My partner and I just finished reading Cory Doctorow's young adult novel Homeland, our copy of which he kindly autographed for us at Octavia Books back in February. I can recommend the book without reservation, for young and old alike, but I wanted to focus on one particular merit. If you haven't read the book, what I am about to say shouldn't spoil anything, but does require taking in the whole of the book to appreciate, so hopefully it form an incentive to pick up and give it a shot. Since Cory Doctorow is also committed to free culture, you can find free copies of his books on his website. Try it for free, then buy one for a friend.
Anyway, in talking over Homeland with Tara, I decided that what I like most about it as a young adult novel is this: among other lessons the main character learns, the central theme is that he needs to learn to take control. Many of the main character's conflicts involve his reactive posture; the world happens to him, and he doesn't know how to deal with it. By the end of the book, our main character resolves his conflicts by becoming proactive, making something happen to which other people must react.
From what I can tell, that lesson is the most important part about really growing up. Some people learn when they're a little too young, and that can be a problem because they don't know what to do and their elders don't know what to do with them. Some people never seem to learn it and become adults in response to events, never taking responsibility for crafting their own existence. If you just react, the world is something that happens to you. To put it another way, you create a distance between yourself and the things you experience. Life is out there, and you have to deal with it from in here. The reactor is at the business end of their own existence. When you begin to see that you can affect events, you can exert effort, you can define your situation and your next move, you have acknowledged yourself as really part of the world, immersed into the same dynamic flow of events, an agent of causation just like any other. In that immersion is the seed of really feeling free, the potential to recognize oneself as the cause and the result at once.
If you want to see what that transformation looks like, read Homeland, then reflect on yourself and your own development. When you did you realize that you are an agent and not merely a patient of events? Have you?
Anyway, in talking over Homeland with Tara, I decided that what I like most about it as a young adult novel is this: among other lessons the main character learns, the central theme is that he needs to learn to take control. Many of the main character's conflicts involve his reactive posture; the world happens to him, and he doesn't know how to deal with it. By the end of the book, our main character resolves his conflicts by becoming proactive, making something happen to which other people must react.
From what I can tell, that lesson is the most important part about really growing up. Some people learn when they're a little too young, and that can be a problem because they don't know what to do and their elders don't know what to do with them. Some people never seem to learn it and become adults in response to events, never taking responsibility for crafting their own existence. If you just react, the world is something that happens to you. To put it another way, you create a distance between yourself and the things you experience. Life is out there, and you have to deal with it from in here. The reactor is at the business end of their own existence. When you begin to see that you can affect events, you can exert effort, you can define your situation and your next move, you have acknowledged yourself as really part of the world, immersed into the same dynamic flow of events, an agent of causation just like any other. In that immersion is the seed of really feeling free, the potential to recognize oneself as the cause and the result at once.
If you want to see what that transformation looks like, read Homeland, then reflect on yourself and your own development. When you did you realize that you are an agent and not merely a patient of events? Have you?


Task description >> A word-for-word reproduction of the data below is needed, with no pictures in it.

Dataset rows about figures:
┌──

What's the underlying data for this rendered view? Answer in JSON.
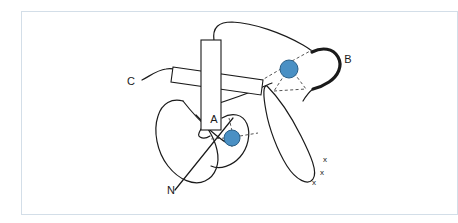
{
  "figure": {
    "kind": "protein-topology-schematic",
    "frame": {
      "border_color": "#d3dee8",
      "background_color": "#ffffff"
    },
    "colors": {
      "metal_site_fill": "#4a90c4",
      "metal_site_stroke": "#2a5f87",
      "backbone_stroke": "#1a1a1a",
      "helix_fill": "#ffffff",
      "helix_stroke": "#1a1a1a",
      "coordination_bond": "#555555",
      "label_color": "#1a1a1a"
    },
    "labels": {
      "terminus_c": "C",
      "terminus_n": "N",
      "helix_a": "A",
      "loop_b": "B",
      "x_mark_1": "x",
      "x_mark_2": "x",
      "x_mark_3": "x"
    },
    "elements": {
      "helix_vertical_name": "A",
      "helix_horizontal_name": "",
      "metal_site_upper_name": "",
      "metal_site_lower_name": "",
      "coordination_bonds_upper": 4,
      "coordination_bonds_lower": 3
    }
  }
}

└──

Result of this exercise >>
What's the underlying data for this rendered view? Answer in JSON.
{
  "figure": {
    "kind": "protein-topology-schematic",
    "frame": {
      "border_color": "#d3dee8",
      "background_color": "#ffffff"
    },
    "colors": {
      "metal_site_fill": "#4a90c4",
      "metal_site_stroke": "#2a5f87",
      "backbone_stroke": "#1a1a1a",
      "helix_fill": "#ffffff",
      "helix_stroke": "#1a1a1a",
      "coordination_bond": "#555555",
      "label_color": "#1a1a1a"
    },
    "labels": {
      "terminus_c": "C",
      "terminus_n": "N",
      "helix_a": "A",
      "loop_b": "B",
      "x_mark_1": "x",
      "x_mark_2": "x",
      "x_mark_3": "x"
    },
    "elements": {
      "helix_vertical_name": "A",
      "helix_horizontal_name": "",
      "metal_site_upper_name": "",
      "metal_site_lower_name": "",
      "coordination_bonds_upper": 4,
      "coordination_bonds_lower": 3
    }
  }
}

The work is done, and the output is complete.